THE Cook government should hold a Royal Commission into forced adoptions and a former matron should be stripped of her Queen’s honours, says a nurse who is planning a rally at WA Parliament next month.
Natasha Brown’s mother Kerry Webb was forced to put her first child up for adoption; Ms Brown says she now bears the weight of that trauma, but also of the other 250,000 Australian women and children who were impacted between 1939 and the early 1980s.
“It’s not exactly murder, but human trafficking is about as close as you’re going to get to it,” Ms Webb said.
“How else do you explain this away?
“What else would it be called: a gift… money changed hands.
“Imagine if someone came along and said ‘I like the look of him, can I buy him from you?’”
“Funny how it harkens back to slavery.”
Ms Brown says the protest is aimed at helping her mum and other victims get compensation.
“It’s gone on for too long.”
She says a royal commission is needed because a 2012 Commonwealth inquiry was “very hit and miss”.
“A Royal Commission gives a bit more weight behind investigating certain areas of government like the Department of Welfare (now WA’s Communities department).”
Compensation
Besides a royal commission, she also wants to know why it has taken the WA government so long to pay compensation given the 16 years since former WA premier Colin Barnett apologised.
Ms Brown has also called for Ngala Mothercraft and Training Centre matron Beryl Grant’s OBE and AO to be removed posthumously for her prominent role in forced adoptions.
In 2025, the Beryl Grant Community Centre in Albany was renamed after protests.
“She goes against everything I stand for as a nurse,” Ms Brown says.
“There’s an oath we take to do no harm.
“By the very nature of her selling those babies, it is a contradiction to what nursing stands for.”
While Victoria has established a redress scheme to provide compensation for victims, the WA government said in 2024 it was “under further consideration”.
“I think they won’t commit to anything if it is going to cost them,” Ms Brown said.
“We’re going to get a new racetrack, we’ve got a new rugby team; how many millions of dollars have gone towards those two things alone?”
Her mother believes the government is just waiting for the survivors to die.
“How long do you need to consider,” she asks.
Late discovery adoptee Danae Witherow described her experiences as “hell on Earth”.
“I had grown up in a family with grandparents, siblings, aunts, uncles, cousins who all knew the truth,” Ms Witherow said.
“It’s the worst feeling in the world to realise that everybody you knew lied.”
She shares Ms Brown and Ms Webb’s frustrations over the government’s slow response to its 2024 Broken Bonds, Fracture Lives report.
“I’m not satisfied with anything the government has done,” Ms Witherow said.
Recommendations called for the Salvation Army, the Institute of Sisters of Mercy of Australia and Papua New Guinea (ISMAPNG), and Ngala to particpate in a redress scheme.
Spokespeople from the Salvation Army and Ngala told the Herald a redress scheme had to be decided by the state government.
ISMAPNG said in a media statement it had not been involved in arranged adoptions at any time in WA.
“As our sisters did not arrange adoptions, we do not intend to join any compensation scheme that is to be established for persons impacted by past forced adoption practices,” an ISMAPNG spokesperson said.
Ms Brown fears part of the slow response is to protect the names of people involved.
“The more people you bring in, it becomes bigger than Ben-Hur; that’s why they’re trying to keep it contained.”
“So many people were complicit in those days.
Many of the victims were also forced to take Stilbestrol, a drug used to suppress lactation.
However, its side effects included vaginal and cervical cancers, and complications for future offspring, who are given the label ‘DES daughters’.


» Problem statement
For the material that follows, return exactly the lines from the one with "is (634, 1128)." through the one with "What do you see at coordinates (336, 558)", both ends included.

*** Opening of Input for this task ***

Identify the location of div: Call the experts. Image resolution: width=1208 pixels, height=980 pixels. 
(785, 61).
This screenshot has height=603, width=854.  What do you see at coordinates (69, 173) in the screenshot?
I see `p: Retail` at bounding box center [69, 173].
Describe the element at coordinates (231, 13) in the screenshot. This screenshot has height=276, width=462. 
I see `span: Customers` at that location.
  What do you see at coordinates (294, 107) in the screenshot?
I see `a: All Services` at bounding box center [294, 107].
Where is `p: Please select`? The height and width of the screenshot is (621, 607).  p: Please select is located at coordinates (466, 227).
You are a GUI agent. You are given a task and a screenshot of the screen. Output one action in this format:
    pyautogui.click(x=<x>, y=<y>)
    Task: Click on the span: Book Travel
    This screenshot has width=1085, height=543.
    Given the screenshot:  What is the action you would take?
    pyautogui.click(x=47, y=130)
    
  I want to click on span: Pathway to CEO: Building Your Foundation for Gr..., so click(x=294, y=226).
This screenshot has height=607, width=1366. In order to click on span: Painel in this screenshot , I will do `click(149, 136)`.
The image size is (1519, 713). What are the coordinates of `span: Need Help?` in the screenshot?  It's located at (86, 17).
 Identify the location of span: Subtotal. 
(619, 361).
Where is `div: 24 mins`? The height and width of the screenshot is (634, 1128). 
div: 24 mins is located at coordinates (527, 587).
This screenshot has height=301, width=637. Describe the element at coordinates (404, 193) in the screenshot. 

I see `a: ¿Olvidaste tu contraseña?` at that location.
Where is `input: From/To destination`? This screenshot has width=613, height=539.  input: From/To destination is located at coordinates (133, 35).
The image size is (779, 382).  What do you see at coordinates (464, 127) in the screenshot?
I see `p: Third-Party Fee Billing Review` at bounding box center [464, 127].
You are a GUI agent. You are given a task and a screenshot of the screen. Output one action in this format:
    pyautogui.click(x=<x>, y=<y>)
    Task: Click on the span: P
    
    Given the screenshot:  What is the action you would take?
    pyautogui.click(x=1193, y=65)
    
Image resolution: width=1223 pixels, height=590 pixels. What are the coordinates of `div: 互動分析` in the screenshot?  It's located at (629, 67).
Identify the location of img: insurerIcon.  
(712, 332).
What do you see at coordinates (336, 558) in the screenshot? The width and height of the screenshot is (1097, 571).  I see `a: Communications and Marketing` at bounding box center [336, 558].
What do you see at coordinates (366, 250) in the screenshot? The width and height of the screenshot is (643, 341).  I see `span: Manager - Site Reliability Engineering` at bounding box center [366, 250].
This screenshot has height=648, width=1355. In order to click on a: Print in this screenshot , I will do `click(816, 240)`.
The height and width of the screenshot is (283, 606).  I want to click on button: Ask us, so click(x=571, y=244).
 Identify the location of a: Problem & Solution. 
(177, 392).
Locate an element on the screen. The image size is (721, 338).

*** Close of Input for this task ***

» Result of the exercise
Where is `div: 24 mins`? The height and width of the screenshot is (634, 1128). 
div: 24 mins is located at coordinates (527, 587).
This screenshot has height=301, width=637. Describe the element at coordinates (404, 193) in the screenshot. 

I see `a: ¿Olvidaste tu contraseña?` at that location.
Where is `input: From/To destination`? This screenshot has width=613, height=539.  input: From/To destination is located at coordinates (133, 35).
The image size is (779, 382).  What do you see at coordinates (464, 127) in the screenshot?
I see `p: Third-Party Fee Billing Review` at bounding box center [464, 127].
You are a GUI agent. You are given a task and a screenshot of the screen. Output one action in this format:
    pyautogui.click(x=<x>, y=<y>)
    Task: Click on the span: P
    
    Given the screenshot:  What is the action you would take?
    pyautogui.click(x=1193, y=65)
    
Image resolution: width=1223 pixels, height=590 pixels. What are the coordinates of `div: 互動分析` in the screenshot?  It's located at (629, 67).
Identify the location of img: insurerIcon.  
(712, 332).
What do you see at coordinates (336, 558) in the screenshot? The width and height of the screenshot is (1097, 571).  I see `a: Communications and Marketing` at bounding box center [336, 558].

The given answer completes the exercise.